The only moral and practical answer
April 7, 2002 12:16 PM   Subscribe

The only moral and practical answer that there has ever been to this question: partition, territorial compromise, a two-state solution, the establishment of a Palestinian state in most of the occupied territories with security arrangements in the Jordan Valley and identity arrangements in Jerusalem. An analysis that I can live with from The New Repuclic.
posted by semmi (8 comments total)
 
The title of this article -- "After Peace" -- is telling. I think almost all rational parties on either side agree that some sort of arrangement along these lines is the only way to ensure that whatever peace is made -- once it is made -- actually lasts.

But the real problem is, how to get there? How do we make peace in the first place? (Until then, alas, this sort of arrangement is untenable for Israel, which would become nearly defenseless against terrorist attacks.)
posted by mattpfeff at 12:24 PM on April 7, 2002


An analysis that I can live with from The New Republic.

Amen. And a well-written one, too.
posted by y2karl at 12:25 PM on April 7, 2002


I posted this on my own blog too. I'm a great admirer of Leon Wieseltier, specially of Kaddish, a book he wrote about mourning his father. I think partition is the only solution. There's far too much hatred on both sides for living together to be possible. Sometimes I feel that the rhetoric of "Israelis and Palestinians, Jews and Arabs living side by side", with all its Benetton-like wishful thinking, might be a thorn on both sides and be thoroughly counter-productive. In any case, like semmi, I can live with this analysis too. (I should mention I'm Jewish and a steadfast Zionist as well).
posted by MiguelCardoso at 12:27 PM on April 7, 2002


I had trouble finding the alleged "answer" in all the rhetoric, but I eventually did and I have some questions.

Who gets partitioned? Where do the Israeli Arabs go, not the ones from the West Bank and Gaza but the ones who have been living in Israel all along? Do they get displaced, starting the cycle all over again? Does Israel become an exclusively Jewish state? Or, if Arabs get to stay in their homes, who determines whether I am a "Palestinian" Arab or an "Israeli" Arab? And if the Arabs get to stay, and Israel remains a secular state, what do the Jews do in a generation when they are outnumbered by Arabs?

I think partitioning states on ethnic lines is folly, and the only long-term, practical, moral answer is peace.
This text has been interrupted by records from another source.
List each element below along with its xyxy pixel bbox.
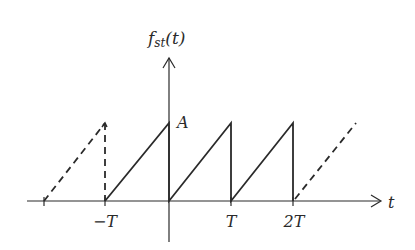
- amplitude-label: A: [175, 113, 189, 132]
- sawtooth-diagram: fst(t) A t −T T 2T: [0, 0, 415, 250]
- tick-label-T: T: [226, 212, 238, 231]
- y-axis-label: fst(t): [146, 28, 185, 50]
- dashed-ramp-right: [295, 123, 356, 199]
- diagram-canvas: fst(t) A t −T T 2T: [0, 0, 415, 250]
- dashed-ramp-left: [44, 123, 105, 201]
- x-axis-label: t: [388, 193, 395, 212]
- sawtooth-solid: [105, 123, 293, 201]
- tick-label-minus-T: −T: [93, 212, 118, 231]
- tick-label-2T: 2T: [283, 212, 306, 231]
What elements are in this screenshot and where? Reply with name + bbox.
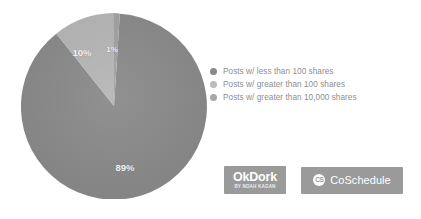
legend-dot-icon [210, 81, 217, 88]
coschedule-mark-label: CS [315, 174, 323, 186]
pie-chart-svg: 10% 1% 89% [21, 13, 207, 199]
legend-dot-icon [210, 94, 217, 101]
pie-chart-infographic: 10% 1% 89% Posts w/ less than 100 shares… [0, 0, 421, 219]
okdork-tagline: BY NOAH KAGAN [234, 184, 275, 190]
legend-item-greater-than-100[interactable]: Posts w/ greater than 100 shares [210, 79, 385, 91]
legend-item-label: Posts w/ less than 100 shares [223, 66, 334, 78]
branding-logos: OkDork BY NOAH KAGAN CS CoSchedule [224, 166, 403, 194]
legend-dot-icon [210, 68, 217, 75]
pie-label-greater-than-100: 10% [72, 47, 92, 58]
chart-legend: Posts w/ less than 100 shares Posts w/ g… [210, 66, 385, 105]
coschedule-mark-icon: CS [313, 174, 325, 186]
pie-label-less-than-100: 89% [115, 162, 135, 173]
okdork-wordmark: OkDork [233, 171, 277, 184]
pie-label-greater-than-10000: 1% [106, 45, 118, 54]
coschedule-wordmark: CoSchedule [330, 174, 390, 186]
legend-item-greater-than-10000[interactable]: Posts w/ greater than 10,000 shares [210, 92, 385, 104]
legend-item-label: Posts w/ greater than 10,000 shares [223, 92, 357, 104]
pie-shading-overlay [21, 13, 207, 199]
legend-item-label: Posts w/ greater than 100 shares [223, 79, 345, 91]
coschedule-logo[interactable]: CS CoSchedule [301, 167, 403, 194]
legend-item-less-than-100[interactable]: Posts w/ less than 100 shares [210, 66, 385, 78]
pie-chart: 10% 1% 89% [21, 13, 207, 199]
okdork-logo[interactable]: OkDork BY NOAH KAGAN [224, 166, 286, 194]
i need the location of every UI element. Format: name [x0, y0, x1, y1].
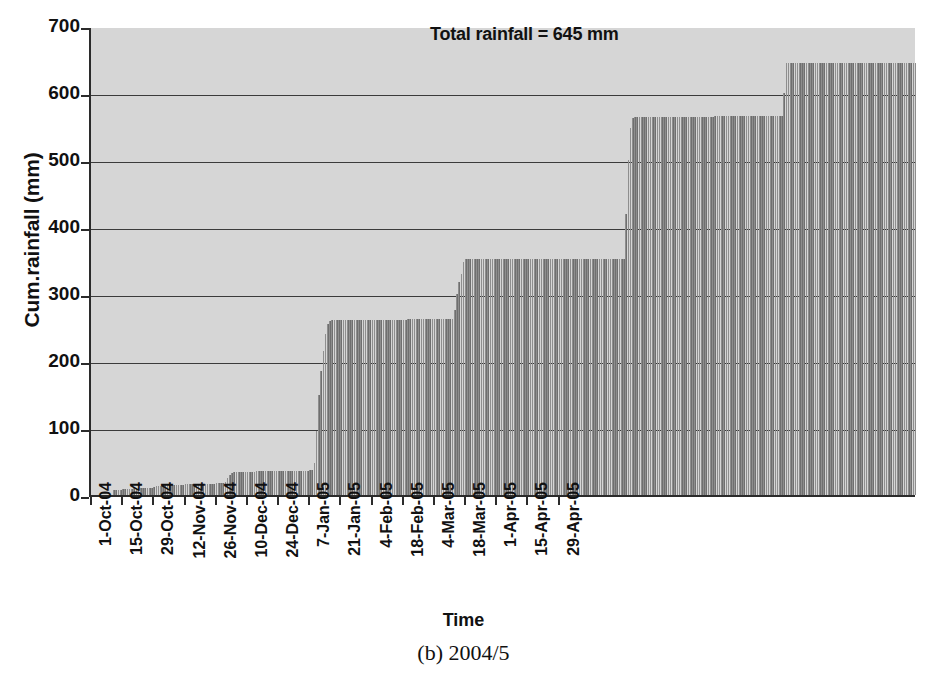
x-tick-label: 29-Apr-05: [565, 482, 583, 602]
x-tick-mark: [308, 497, 310, 505]
x-tick-mark: [495, 497, 497, 505]
plot-area: [89, 28, 915, 497]
x-tick-mark: [433, 497, 435, 505]
x-tick-mark: [246, 497, 248, 505]
total-rainfall-annotation: Total rainfall = 645 mm: [430, 24, 619, 45]
x-tick-label: 21-Jan-05: [346, 482, 364, 602]
x-tick-mark: [277, 497, 279, 505]
y-tick-label: 700: [8, 15, 80, 37]
bar: [915, 63, 917, 495]
x-tick-mark: [526, 497, 528, 505]
y-tick-mark: [81, 296, 89, 298]
x-tick-mark: [339, 497, 341, 505]
y-tick-label: 100: [8, 417, 80, 439]
x-tick-label: 15-Apr-05: [533, 482, 551, 602]
x-tick-label: 7-Jan-05: [315, 482, 333, 602]
y-tick-mark: [81, 229, 89, 231]
y-tick-label: 600: [8, 82, 80, 104]
x-axis-title: Time: [0, 610, 927, 631]
y-tick-mark: [81, 28, 89, 30]
y-tick-mark: [81, 497, 89, 499]
x-tick-label: 4-Mar-05: [440, 482, 458, 602]
y-tick-mark: [81, 95, 89, 97]
x-tick-label: 10-Dec-04: [253, 482, 271, 602]
y-tick-mark: [81, 363, 89, 365]
y-tick-label: 200: [8, 350, 80, 372]
x-tick-label: 26-Nov-04: [222, 482, 240, 602]
x-tick-mark: [215, 497, 217, 505]
rainfall-chart-figure: Cum.rainfall (mm) 0100200300400500600700…: [0, 0, 927, 682]
x-tick-mark: [371, 497, 373, 505]
x-tick-label: 1-Apr-05: [502, 482, 520, 602]
x-tick-mark: [184, 497, 186, 505]
y-tick-label: 0: [8, 484, 80, 506]
x-tick-mark: [121, 497, 123, 505]
x-tick-label: 18-Mar-05: [471, 482, 489, 602]
y-tick-label: 400: [8, 216, 80, 238]
x-tick-label: 12-Nov-04: [191, 482, 209, 602]
x-tick-label: 18-Feb-05: [409, 482, 427, 602]
y-tick-label: 500: [8, 149, 80, 171]
x-tick-mark: [558, 497, 560, 505]
x-tick-label: 24-Dec-04: [284, 482, 302, 602]
x-tick-label: 29-Oct-04: [159, 482, 177, 602]
figure-caption: (b) 2004/5: [0, 640, 927, 666]
x-tick-mark: [464, 497, 466, 505]
x-tick-mark: [402, 497, 404, 505]
x-tick-label: 4-Feb-05: [378, 482, 396, 602]
x-tick-label: 15-Oct-04: [128, 482, 146, 602]
x-tick-mark: [152, 497, 154, 505]
y-tick-label: 300: [8, 283, 80, 305]
y-tick-mark: [81, 162, 89, 164]
bar-series: [91, 28, 915, 495]
y-tick-mark: [81, 430, 89, 432]
x-tick-mark: [90, 497, 92, 505]
x-tick-label: 1-Oct-04: [97, 482, 115, 602]
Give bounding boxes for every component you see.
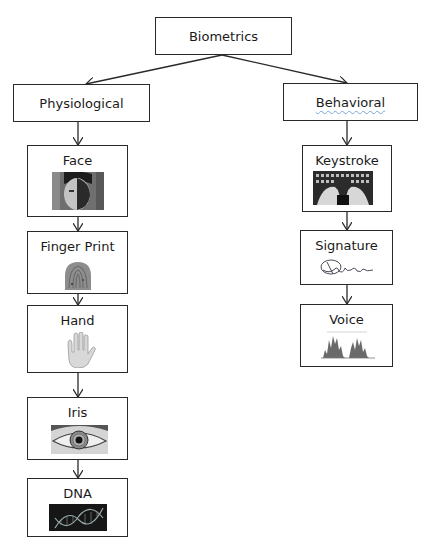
physiological-node: Physiological (13, 84, 150, 122)
fingerprint-icon (63, 260, 93, 290)
voice-node: Voice (300, 304, 393, 367)
signature-node: Signature (300, 230, 393, 285)
hand-node: Hand (27, 305, 128, 373)
signature-icon (319, 258, 377, 278)
behavioral-label: Behavioral (316, 96, 385, 109)
physiological-label: Physiological (39, 97, 123, 110)
face-label: Face (63, 154, 92, 167)
voice-label: Voice (329, 313, 364, 326)
biometrics-node: Biometrics (155, 17, 292, 55)
hand-label: Hand (60, 314, 94, 327)
face-photo-icon (52, 172, 104, 210)
keystroke-label: Keystroke (315, 154, 379, 167)
iris-label: Iris (68, 406, 88, 419)
fingerprint-node: Finger Print (27, 231, 128, 294)
voice-waveform-icon (319, 330, 377, 362)
fingerprint-label: Finger Print (40, 240, 114, 253)
face-node: Face (27, 145, 128, 217)
keyboard-hands-icon (313, 171, 373, 205)
eye-iris-icon (51, 425, 108, 454)
biometrics-label: Biometrics (189, 30, 258, 43)
iris-node: Iris (27, 397, 128, 460)
keystroke-node: Keystroke (302, 145, 392, 212)
behavioral-node: Behavioral (283, 83, 418, 121)
signature-label: Signature (315, 239, 378, 252)
dna-label: DNA (63, 487, 92, 500)
hand-icon (63, 332, 97, 368)
dna-node: DNA (27, 478, 128, 537)
dna-helix-icon (49, 504, 107, 531)
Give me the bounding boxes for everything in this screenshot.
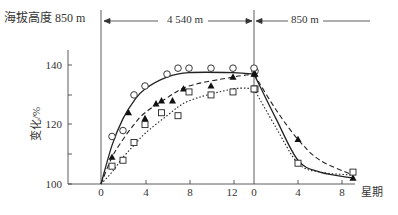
triangle-marker-icon	[230, 73, 237, 79]
circle-marker-icon	[109, 133, 116, 140]
arrow-left-icon	[256, 19, 262, 24]
x-tick-label: 8	[187, 186, 193, 198]
x-tick-label: 4	[295, 186, 301, 198]
solid-curve-return	[254, 74, 353, 178]
circle-marker-icon	[142, 83, 149, 90]
triangle-marker-icon	[208, 82, 215, 88]
x-tick-label: 4	[143, 186, 149, 198]
circle-marker-icon	[131, 92, 138, 99]
x-tick-label: 12	[227, 186, 238, 198]
square-marker-icon	[350, 169, 356, 175]
altitude-change-chart: 海拔高度 850 m 4 540 m 850 m 100 120 140 变化/…	[0, 0, 398, 215]
x-tick-label: 8	[339, 186, 345, 198]
dotted-curve-high	[101, 88, 255, 184]
dashed-curve-return	[254, 74, 353, 175]
x-axis-title: 星期	[361, 186, 383, 198]
square-marker-icon	[131, 139, 137, 145]
square-marker-icon	[208, 92, 214, 98]
arrow-left-icon	[104, 19, 110, 24]
square-marker-icon	[230, 89, 236, 95]
y-tick-label: 120	[46, 118, 63, 130]
circle-marker-icon	[230, 65, 237, 72]
x-tick-label: 0	[98, 186, 104, 198]
data-markers	[109, 65, 357, 181]
high-altitude-segment-label: 4 540 m	[167, 13, 204, 25]
circle-marker-icon	[208, 65, 215, 72]
x-axis	[68, 180, 355, 184]
square-marker-icon	[109, 163, 115, 169]
circle-marker-icon	[186, 65, 193, 72]
triangle-marker-icon	[169, 97, 176, 103]
x-tick-labels: 0 4 8 12 0 4 8	[98, 186, 345, 198]
y-tick-label: 100	[46, 178, 63, 190]
altitude-label: 海拔高度 850 m	[4, 10, 86, 25]
square-marker-icon	[142, 122, 148, 128]
arrow-right-icon	[246, 19, 252, 24]
square-marker-icon	[159, 110, 165, 116]
square-marker-icon	[120, 157, 126, 163]
dotted-curve-return	[254, 89, 353, 175]
circle-marker-icon	[164, 71, 171, 78]
square-marker-icon	[186, 89, 192, 95]
triangle-marker-icon	[142, 115, 149, 121]
circle-marker-icon	[120, 127, 127, 134]
return-segment-label: 850 m	[291, 13, 319, 25]
curves	[101, 72, 353, 184]
y-axis-title: 变化/%	[29, 107, 42, 141]
y-tick-label: 140	[46, 59, 63, 71]
square-marker-icon	[175, 113, 181, 119]
y-axis	[68, 60, 72, 184]
square-marker-icon	[251, 86, 257, 92]
segment-arrows	[68, 19, 370, 61]
square-marker-icon	[295, 160, 301, 166]
circle-marker-icon	[175, 65, 182, 72]
x-tick-label: 0	[251, 186, 257, 198]
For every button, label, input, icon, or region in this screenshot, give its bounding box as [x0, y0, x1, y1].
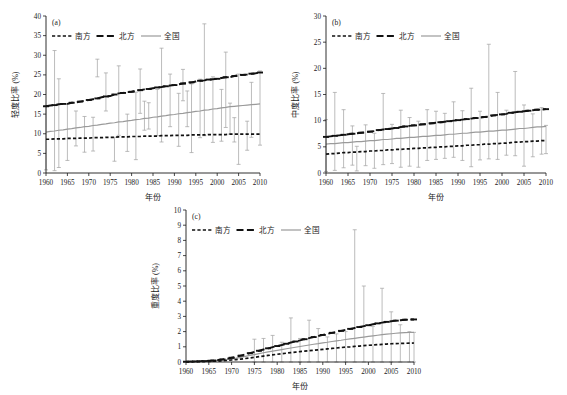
x-tick-label: 1960: [179, 368, 194, 376]
legend: 南方北方全国: [192, 225, 320, 235]
x-tick-label: 1980: [407, 179, 422, 187]
x-tick-label: 1975: [385, 179, 400, 187]
x-tick-label: 1965: [202, 368, 217, 376]
y-tick-label: 20: [34, 91, 42, 99]
y-tick-label: 1: [177, 343, 181, 351]
x-tick-label: 2010: [539, 179, 554, 187]
y-tick-label: 30: [314, 13, 322, 21]
x-tick-label: 1970: [82, 179, 97, 187]
x-tick-label: 1970: [363, 179, 378, 187]
x-tick-label: 1975: [103, 179, 118, 187]
error-bars: [44, 24, 262, 171]
chart-panel-c: 1960196519701975198019851990199520002005…: [148, 202, 424, 392]
x-tick-label: 1990: [316, 368, 331, 376]
panel-tag: (b): [332, 18, 341, 27]
y-tick-label: 9: [177, 222, 181, 230]
axes: 1960196519701975198019851990199520002005…: [314, 13, 554, 187]
y-tick-label: 0: [317, 170, 321, 178]
x-tick-label: 2010: [407, 368, 422, 376]
legend-label: 全国: [164, 31, 180, 41]
y-axis-title: 中度比率 (%): [290, 71, 300, 117]
plot-c: 1960196519701975198019851990199520002005…: [148, 202, 424, 392]
series-line-south: [46, 134, 260, 139]
y-tick-label: 25: [314, 39, 322, 47]
plot-area-b: [323, 44, 549, 171]
x-tick-label: 1985: [293, 368, 308, 376]
x-tick-label: 1975: [247, 368, 262, 376]
y-axis-title: 重度比率 (%): [150, 263, 160, 309]
x-tick-label: 2000: [495, 179, 510, 187]
y-tick-label: 35: [34, 32, 42, 40]
x-tick-label: 1995: [473, 179, 488, 187]
error-bars: [252, 230, 416, 362]
legend-label: 南方: [75, 31, 91, 41]
plot-area-c: [183, 230, 417, 362]
legend-label: 北方: [399, 31, 415, 41]
x-tick-label: 2000: [361, 368, 376, 376]
x-tick-label: 1980: [270, 368, 285, 376]
x-tick-label: 1980: [124, 179, 139, 187]
y-tick-label: 5: [37, 150, 41, 158]
y-tick-label: 2: [177, 328, 181, 336]
y-tick-label: 30: [34, 52, 42, 60]
y-tick-label: 8: [177, 237, 181, 245]
y-tick-label: 10: [174, 207, 182, 215]
x-tick-label: 1985: [146, 179, 161, 187]
panel-tag: (a): [52, 18, 61, 27]
x-axis-title: 年份: [428, 192, 444, 202]
y-tick-label: 5: [317, 143, 321, 151]
legend-label: 南方: [355, 31, 371, 41]
y-tick-label: 20: [314, 65, 322, 73]
series-line-national: [46, 104, 260, 132]
y-axis-title: 轻度比率 (%): [10, 71, 20, 117]
y-tick-label: 5: [177, 283, 181, 291]
legend-label: 北方: [119, 31, 135, 41]
y-tick-label: 0: [177, 359, 181, 367]
y-tick-label: 15: [34, 111, 42, 119]
panel-tag: (c): [192, 212, 201, 221]
x-axis-title: 年份: [145, 192, 161, 202]
x-tick-label: 1990: [167, 179, 182, 187]
y-tick-label: 0: [37, 170, 41, 178]
x-tick-label: 2000: [210, 179, 225, 187]
y-tick-label: 40: [34, 13, 42, 21]
x-axis-title: 年份: [292, 381, 308, 391]
series-markers-north: [43, 73, 263, 107]
x-tick-label: 1965: [341, 179, 356, 187]
legend-label: 北方: [259, 225, 275, 235]
x-tick-label: 1960: [319, 179, 334, 187]
x-tick-label: 1965: [60, 179, 75, 187]
chart-panel-a: 1960196519701975198019851990199520002005…: [8, 8, 270, 203]
y-tick-label: 7: [177, 252, 181, 260]
x-tick-label: 2010: [253, 179, 268, 187]
x-tick-label: 1970: [224, 368, 239, 376]
axes: 1960196519701975198019851990199520002005…: [174, 207, 422, 376]
legend: 南方北方全国: [52, 31, 180, 41]
y-tick-label: 10: [314, 117, 322, 125]
x-tick-label: 2005: [517, 179, 532, 187]
x-tick-label: 2005: [384, 368, 399, 376]
x-tick-label: 1990: [451, 179, 466, 187]
legend-label: 全国: [444, 31, 460, 41]
x-tick-label: 2005: [231, 179, 246, 187]
x-tick-label: 1995: [338, 368, 353, 376]
plot-area-a: [43, 24, 263, 171]
legend-label: 南方: [215, 225, 231, 235]
legend-label: 全国: [304, 225, 320, 235]
y-tick-label: 25: [34, 71, 42, 79]
legend: 南方北方全国: [332, 31, 460, 41]
error-bars: [324, 44, 548, 171]
plot-a: 1960196519701975198019851990199520002005…: [8, 8, 270, 203]
y-tick-label: 3: [177, 313, 181, 321]
y-tick-label: 4: [177, 298, 181, 306]
plot-b: 1960196519701975198019851990199520002005…: [288, 8, 560, 203]
y-tick-label: 15: [314, 91, 322, 99]
y-tick-label: 6: [177, 267, 181, 275]
y-tick-label: 10: [34, 130, 42, 138]
chart-panel-b: 1960196519701975198019851990199520002005…: [288, 8, 560, 203]
x-tick-label: 1960: [39, 179, 54, 187]
x-tick-label: 1985: [429, 179, 444, 187]
x-tick-label: 1995: [189, 179, 204, 187]
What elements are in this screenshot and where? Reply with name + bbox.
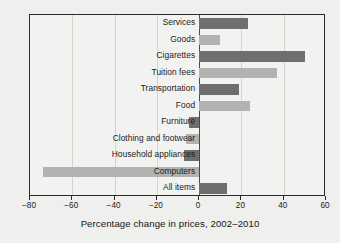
bar-row xyxy=(30,134,324,145)
x-tick-label-20: 20 xyxy=(236,201,245,210)
bar-row xyxy=(30,117,324,128)
x-tick-60 xyxy=(325,196,326,200)
bar-row xyxy=(30,167,324,178)
x-tick-label--40: −40 xyxy=(107,201,121,210)
bar-furniture xyxy=(189,117,200,128)
x-axis: −80−60−40−200204060 xyxy=(29,196,325,216)
x-tick-label--80: −80 xyxy=(22,201,36,210)
x-tick-label-40: 40 xyxy=(278,201,287,210)
bar-row xyxy=(30,18,324,29)
bar-row xyxy=(30,68,324,79)
bar-tuition-fees xyxy=(199,68,277,79)
bar-clothing-and-footwear xyxy=(186,134,199,145)
bar-computers xyxy=(43,167,199,178)
bar-cigarettes xyxy=(199,51,305,62)
bar-all-items xyxy=(199,183,226,194)
x-tick--80 xyxy=(29,196,30,200)
x-axis-title: Percentage change in prices, 2002–2010 xyxy=(0,218,340,229)
x-tick-label-0: 0 xyxy=(196,201,201,210)
bar-row xyxy=(30,84,324,95)
x-tick-label--20: −20 xyxy=(149,201,163,210)
bar-chart-figure: ServicesGoodsCigarettesTuition feesTrans… xyxy=(0,0,340,243)
bar-row xyxy=(30,35,324,46)
bar-row xyxy=(30,183,324,194)
x-tick-label--60: −60 xyxy=(64,201,78,210)
bar-row xyxy=(30,51,324,62)
x-tick-20 xyxy=(240,196,241,200)
bar-food xyxy=(199,101,250,112)
bars-layer xyxy=(30,15,324,195)
x-tick--40 xyxy=(114,196,115,200)
bar-services xyxy=(199,18,248,29)
x-tick-40 xyxy=(283,196,284,200)
x-tick--60 xyxy=(71,196,72,200)
x-tick--20 xyxy=(156,196,157,200)
bar-row xyxy=(30,150,324,161)
x-tick-0 xyxy=(198,196,199,200)
bar-household-appliances xyxy=(184,150,199,161)
bar-transportation xyxy=(199,84,239,95)
plot-area xyxy=(29,14,325,196)
x-tick-label-60: 60 xyxy=(320,201,329,210)
bar-goods xyxy=(199,35,220,46)
bar-row xyxy=(30,101,324,112)
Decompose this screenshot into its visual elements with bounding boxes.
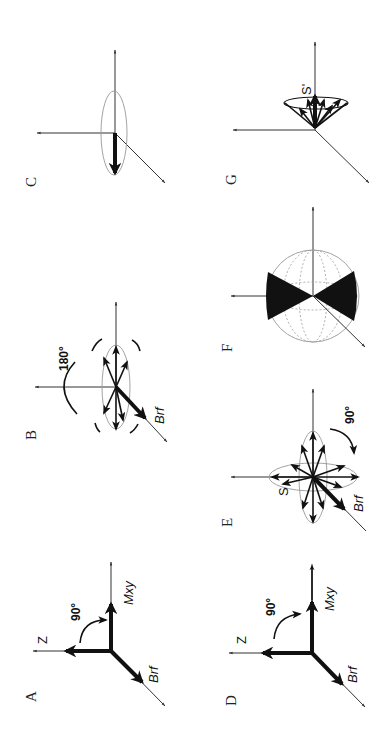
panel-c: C	[23, 50, 165, 187]
z-label: Z	[35, 636, 50, 644]
angle-label: 180°	[57, 346, 71, 371]
panel-label-b: B	[23, 430, 39, 440]
panel-a: A Z 90° Mxy Brf	[23, 562, 165, 706]
angle-label: 90°	[264, 598, 278, 616]
panel-label-c: C	[23, 177, 39, 187]
panel-label-f: F	[219, 344, 235, 352]
brf-label: Brf	[152, 406, 167, 424]
panel-f: F	[219, 207, 365, 352]
x-axis	[315, 130, 369, 183]
rotation-arc-icon	[80, 620, 106, 643]
brf-label: Brf	[345, 665, 360, 683]
panel-label-d: D	[223, 695, 239, 706]
z-label: Z	[234, 636, 249, 644]
brf-label: Brf	[351, 494, 366, 512]
rotation-arc-icon	[274, 614, 300, 639]
brf-vector-arrow	[312, 653, 342, 684]
rotation-arc-icon	[330, 429, 354, 453]
s-prime-label: S'	[299, 84, 314, 95]
angle-label: 90°	[343, 406, 357, 424]
brf-vector-arrow	[116, 387, 145, 418]
s-label: S	[276, 487, 291, 496]
mxy-label: Mxy	[121, 580, 136, 605]
cone-lobe-left	[266, 272, 313, 320]
brf-vector-arrow	[111, 651, 142, 682]
nmr-pulse-diagram: A Z 90° Mxy Brf D Z 90° Mxy Brf	[0, 0, 390, 747]
panel-label-g: G	[223, 174, 239, 185]
panel-label-a: A	[23, 691, 39, 702]
panel-b: B 180° Brf	[23, 302, 167, 442]
x-axis	[115, 133, 165, 183]
panel-label-e: E	[219, 518, 235, 527]
brf-label: Brf	[146, 665, 161, 683]
panel-e: E S 90° Brf	[219, 389, 366, 531]
panel-g: G S'	[223, 42, 369, 185]
cone-lobe-right	[313, 271, 357, 321]
mxy-label: Mxy	[322, 586, 337, 611]
angle-label: 90°	[69, 603, 83, 621]
panel-d: D Z 90° Mxy Brf	[223, 564, 365, 707]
Not armed separation but peace, the willingness to live together in one society, no matter how many nations is comprises. (And no, I have no illusions about how likely that is.)
posted by rodii at 12:47 PM on April 7, 2002


As of this writing, 1,229 Palestinians and 408 Israelis have perished in this war. The disparity between those awful numbers is a reflection of the military superiority of Israel, and also of the political folly of the Palestinians. If it is the sovereign state of Palestine that they want, they could have gained it more than once without the tears. The Palestinians are mounting armed resistance against an occupying power that for a quarter of a century has been divesting itself of territories that it is occupying, except not in a manner that will damage it or destroy it.
I find passages like this, in Wieseltier's article, to be exceedingly disingenuous. Since 1967, and in the last decade especially, Israel has been systematically setting up settlements on the West Bank, and grabbing the best land and much of the water. To imply that the only land the Israelis haven't relinquished is land which is essential for their security is nonsense. Rather, by creating the settlements, they have created new "security" needs to justify their holding on to a lot of the West Bank.
There are many reasons for the Palestinians not to have accepted the Camp David plan, which would have left them a semi-state in colonial dependency.
posted by Rebis at 1:36 PM on April 7, 2002


Everyone is right. And so it goes....
posted by Postroad at 1:46 PM on April 7, 2002


Now Syria, Lebanon say they cannot control Hezbollah.
And Arafat says he doesn't control Hamas, et. al.

Perhaps Sharon should declare the IDF an independent organization and claim lack of control, enabling him to play the same BS game as the Arab states.
posted by HTuttle at 3:49 PM on April 7, 2002


This is a rather strange article. The quote that was used on the front page post was completely out of sync with the rest of the article. If you had taken it out of the article, it would read like a justification for continued Israeli occupation and military action.